The role of de-excitation in the final-state interactions of protons in neutrino-nucleus interactions
Anna Ershova, Kajetan Niewczas, Sara Bolognesi, Alain Letourneau,, Jean-Christophe David, Jos\'e Lu\'is Rodr\'iguez-S\'anchez, Jan Sobczyk,, Adrien Blanchet, Margherita Buizza Avanzini, Jaafar Chakrani, Joseph Cugnon,, Stephen Dolan, Claudio Giganti, Samira Hassani, Jason Hirtz

TL;DR
This paper investigates how nuclear de-excitation affects the final-state interactions of protons in neutrino-nucleus interactions, using Monte Carlo models to improve the accuracy of neutrino energy reconstruction in experiments.
Contribution
It introduces the use of the ABLA de-excitation code in neutrino interaction modeling and develops a nuclear excitation energy simulation tuned to electron-scattering data.
Findings
Nuclear de-excitation significantly influences proton kinematics.
Nuclear clusters can be observed as vertex activity.
De-excitation impacts neutrino energy reconstruction accuracy.
Abstract
Present and next generation of long-baseline accelerator experiments are bringing the measurement of neutrino oscillations into the precision era with ever-increasing statistics. One of the most challenging aspects of achieving such measurements is developing relevant systematic uncertainties in the modeling of nuclear effects in neutrino-nucleus interactions. To address this problem, state-of-the-art detectors are being developed to extract detailed information about all particles produced in neutrino interactions. To fully profit from these experimental advancements, it is essential to have reliable models of propagation of the outgoing hadrons through nuclear matter able to predict how the energy is distributed between all the final-state observed particles. In this article, we investigate the role of nuclear de-excitation in neutrino-nucleus scattering using two Monte Carlo cascade…
Peer Reviews
No public reviews on file for this paper yet. If you reviewed it on a platform where reviews are public (OpenReview, ICLR, NeurIPS, ICML), you can paste yours below so the community can read it here.
Videos
No videos yet. Explain this paper in a talk, walkthrough, or lecture? Add one.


§ WHAT TO PRODUCE
Any picture must be dropped, but each line of the data should be duplicated exactly.

*** PROVIDED DATA ***

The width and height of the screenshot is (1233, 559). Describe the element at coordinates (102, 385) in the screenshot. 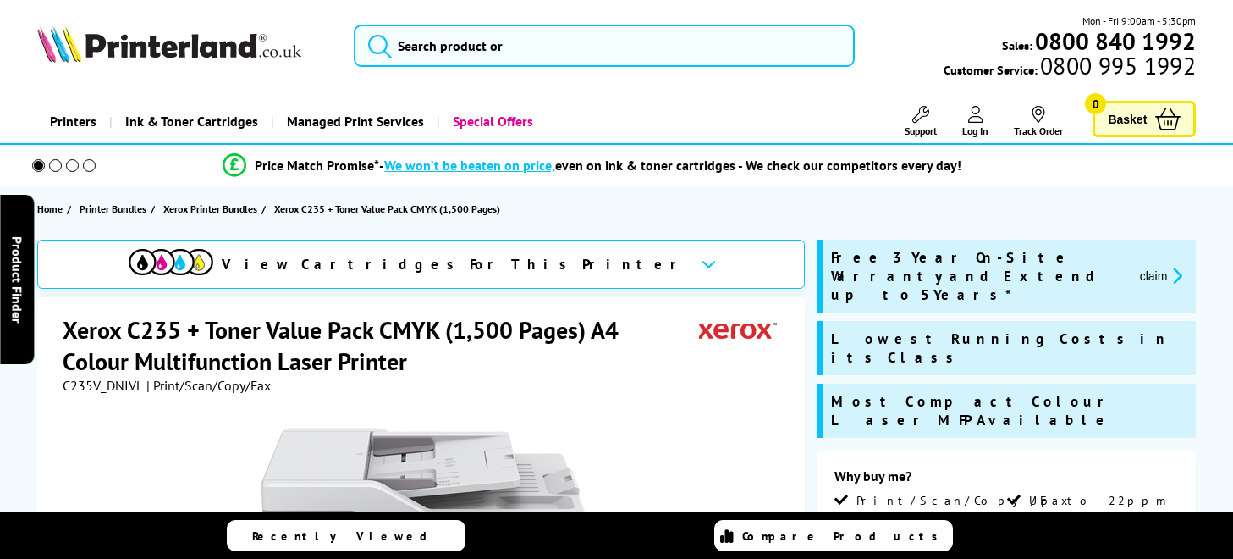

I see `span: C235V_DNIVL` at that location.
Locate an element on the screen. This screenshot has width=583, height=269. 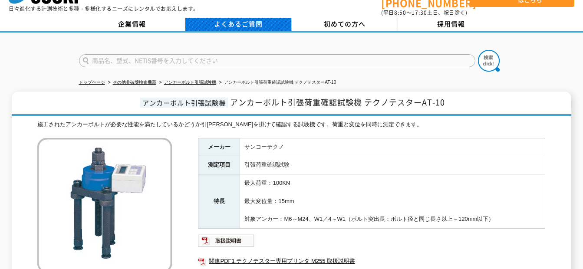
a: 採用情報 is located at coordinates (451, 24).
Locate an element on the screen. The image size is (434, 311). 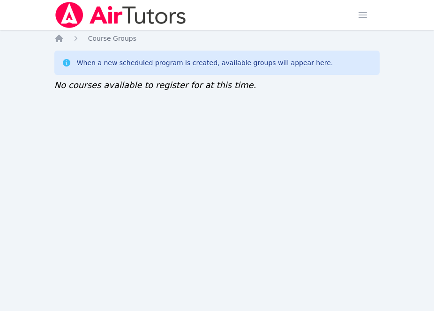
span: Course Groups is located at coordinates (112, 38).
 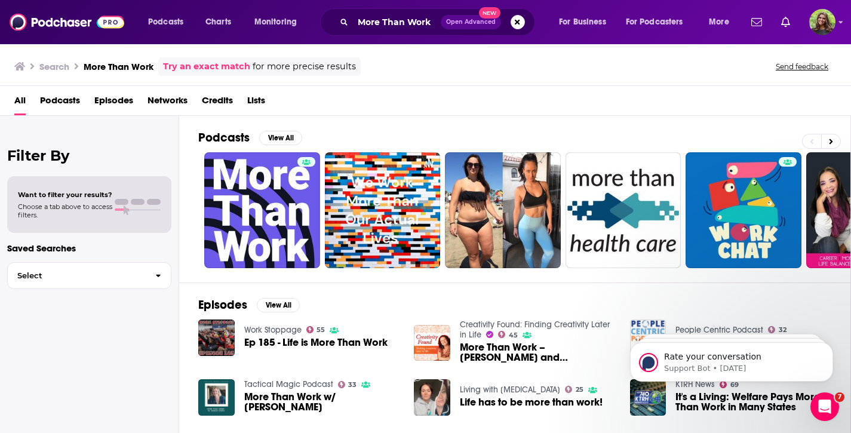 What do you see at coordinates (273, 330) in the screenshot?
I see `a: Work Stoppage` at bounding box center [273, 330].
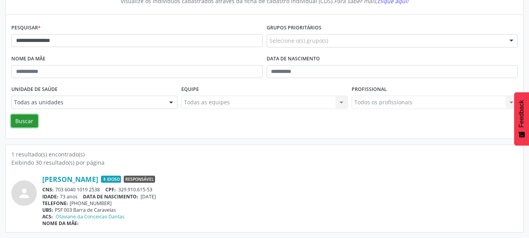 This screenshot has width=529, height=238. I want to click on div: 73 anos, so click(280, 196).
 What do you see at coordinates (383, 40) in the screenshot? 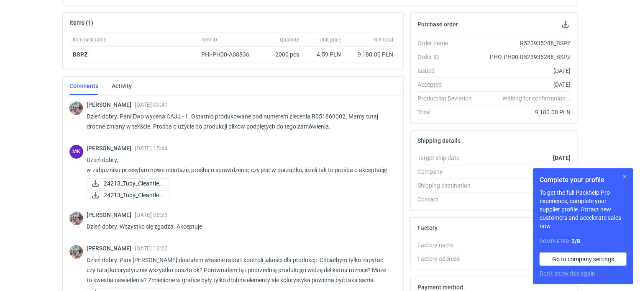
I see `span: Net total` at bounding box center [383, 40].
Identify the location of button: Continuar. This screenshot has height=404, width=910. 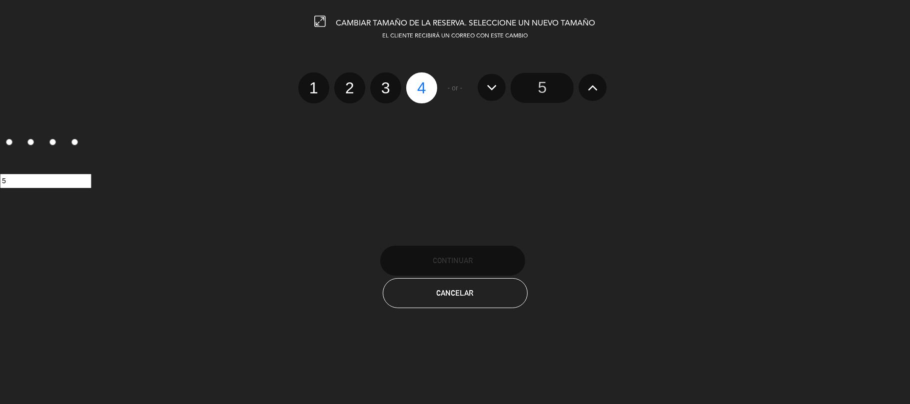
(453, 261).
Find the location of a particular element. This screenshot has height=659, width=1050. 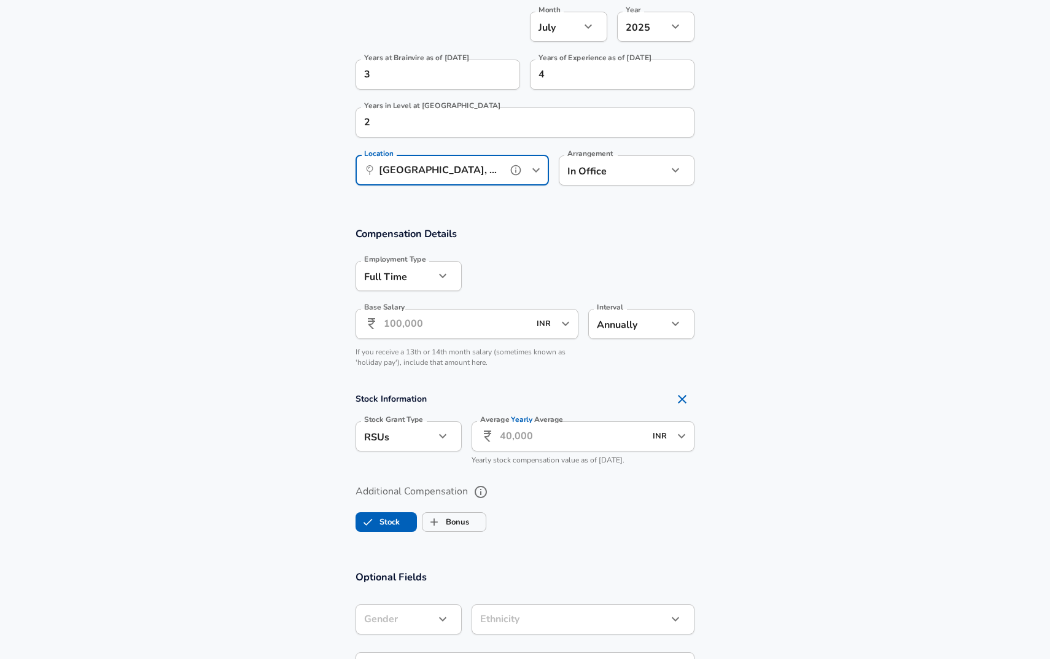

*** End of PROVIDED DATA ***

§ RESPONSE TO THE EXERCISE
The width and height of the screenshot is (1233, 559). Describe the element at coordinates (102, 385) in the screenshot. 

I see `span: C235V_DNIVL` at that location.
Locate an element on the screen. This screenshot has width=583, height=269. 
a: 採用情報 is located at coordinates (451, 24).
Locate an element on the screen. The image size is (434, 311). 
span: Course Groups is located at coordinates (112, 38).
  What do you see at coordinates (273, 330) in the screenshot?
I see `a: Work Stoppage` at bounding box center [273, 330].
 This screenshot has width=529, height=238. I want to click on div: 73 anos, so click(280, 196).
 What do you see at coordinates (383, 40) in the screenshot? 
I see `span: Net total` at bounding box center [383, 40].
Identify the location of button: Continuar. This screenshot has height=404, width=910. 
(453, 261).
Find the location of a particular element. This screenshot has height=659, width=1050. 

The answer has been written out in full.